Books For Your Summer Reading List
Sweet summer reads.
Lote
by Shola von Reinhold
The winner of a prestigious James Tait Black Prize, the U.K.’s oldest literary awards, Shola von Reinhold’s Lote follows Mathilda, a young woman who constantly reinvents herself, each time hoping to escape her tedious reality and pursue a life of decadence.

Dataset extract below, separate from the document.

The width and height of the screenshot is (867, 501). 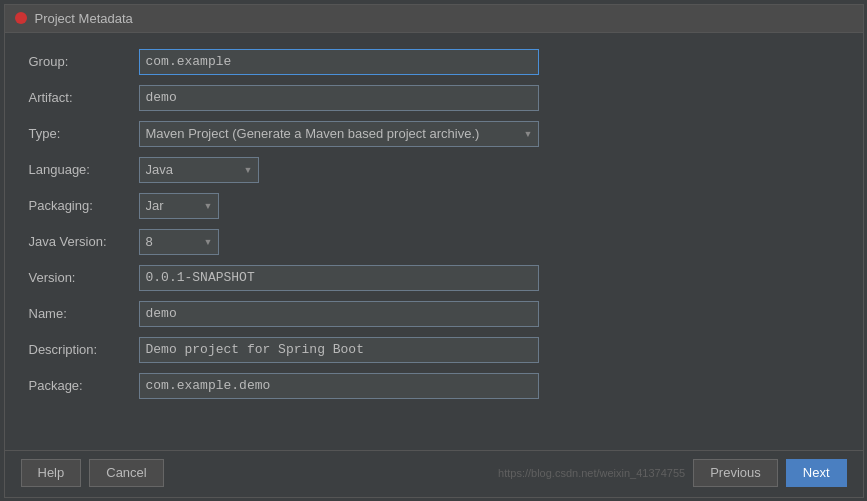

While working in London’s National Portrait Gallery, Mathilda discovers a photo of the fictional Hermia Druitt, a Black modernist who rubbed shoulders with historical icons, including Bright Young Thing and provocative aristocrat Stephen Tennant and Bloomsbury Group member Virginia Woolf. Captivated by Hermia and determined to uncover her life and work, Mathilda grifts her way into a secretive and pretentious arts residency in Dun, a town Hermia once called home. But excavating Hermia’s forgotten legacy is hardly straightforward and brings Mathilda into the orbit of strange and memorable characters, including ascetic art scholars, theorists with cult-like followings, and the dazzling Erskine-Lily, a fellow lover of luxury and reinvention.
Lote delights in satirizing contemporary arts culture and carving out a Black, queer perspective. Witty, gorgeous, and at times Gothic, it questions the lines between fantasy and obsession—and the boundaries of escapism.

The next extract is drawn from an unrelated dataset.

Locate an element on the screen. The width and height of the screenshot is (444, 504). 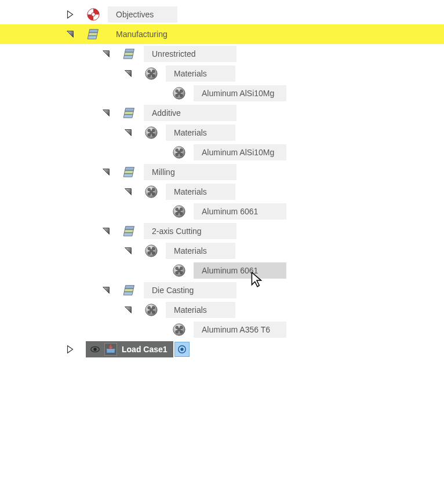
tree-item-label: Die Casting is located at coordinates (190, 290).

The Way Spring Arrives and Other Stories
Edited by Yu Chen and Regina Kanyu Wang
Following the explosive popularity of works like Liu Cixin’s The Three-Body Problem, Chinese science fiction and fantasy have garnered more and more international attention. The Way Spring Arrives and Other Stories: A Collection of Chinese Science Fiction and Fantasy in Translation From a Visionary Team of Female and Nonbinary Creators is a brilliant and expansive survey of Chinese science fiction and fantasy in translation. Children raise stars in their backyards; an alien sifts through inherited memories, untangling histories of climate collapse and betrayal; a shapeshifting fox must serve a cruel thunder god; and a boy is guided through the ocean on the back of a giant fish as he learns how to change the seasons.
The collection is complemented by essays from the translators, which reflect the technical challenges and quirks of translating Chinese to English and sketch a loose historical context for the work, enriching a reader’s understanding of this compelling project.
Together the 22 stories and essays make for perfect summer reading, offering a vast sample of new worlds, imaginative concepts, and thought-provoking twists.